Some statistics about this site
Over 15 million unique visitors to our pages with 6 million video views and over 43,000 Twitter followers (January 2014). 2.9 million pages were read in February 2009 alone. Around 12 million page views on 800,000 different computers from October 2008 to March 2010. This does not include those watching 3,000 video clips a day, mainly on YouTube, nor over 30,000 people following many posts each week on Twitter.
We had 5.5 million unique visitors from July 2003 - March 05 alone, but the site has been running since 1996.
Site visitors peaked in 2007 at over 22,500 different people and 110,000 pages a day - At peak times an average visitor requested 4.5 pages of around 800 words each, over 7 minutes - a total of more than 2,600 hours onsite in 24 hours, not including offline reading time, during which our server can delivered an estimated 88 million words including more than 2,200 book chapters
13 million pages viewed in 12 months from 1 April 2004 to 30 March 2005
Around 500,000 unique visitors in a busy month.

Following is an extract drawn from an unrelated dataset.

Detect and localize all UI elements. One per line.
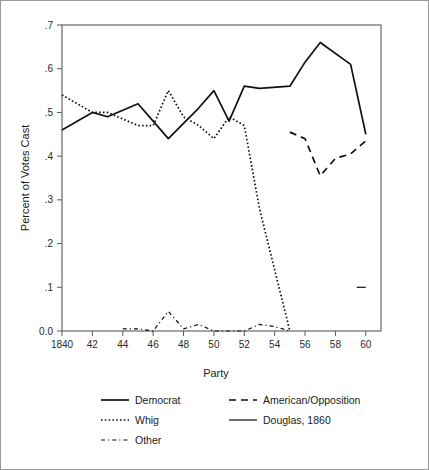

Up to 600,000 html pages viewed a week. Of around 320 million global search requests a day in March 2005 (source: WordTrack) , up to 22,500 a day landed up at our site - so we think on busy days around one in 14,500 of all 320 million search requests around the world produces a visit to our pages - or more like one in 30,000 at quieter times . Around 65% of our traffic is from the US (compared to 42.4% of all net traffic). In March 2005 there were around 111 million individuals in the US who used search engines (Wordtracker figures), of which we estimate around 325,000 different US citizens visited our pages. One person in every 360 American users of search engines visits us in a busy month, and we estimate around 3% of 175 million US online citizens have visited our site at least once since we launched in 1996 - the figure is far less for the rest of the world.
Single hit can be an entire 130 page book (28,000 words), a 5 page article, a 60 minute video, press photo or image of a slide (six entire books and over 60 powerpoint presentations on the site). On a busy day over 4,000 actual book chapters are sent by our server. Over 335,000 book chapters were downloaded in just 6 months of 2003.
Roughly 100,000 "screenfuls" of info viewed per 100,000 hits.
Some pages are consistently in the "Top 10 most popular sites" for certain search words on engines such as http://www.msn.com.
Up to 110,000 large "pages" of html downloaded a day by up to 22,500 individuals, equivalent in length to peak demand of: 240,000 sheets of A4, or over 88 million words a day, the same as 1,000 hardback books.
Up to 4,500 html pages downloaded an hour (more than 5 million words) - see typical day below:
Most html "pages" viewed are between 4 and 25 A4 pages in length if printed out.
Larger pages are more popular.
Biggest hit rate = 5 hits a second (24 megabytes transferred in an hour).
Webcam peaks are usually radio listeners on stations like BBC who have been told they can also watch a live radio broadcast from the cyberbubble on the webcam. See recent media log.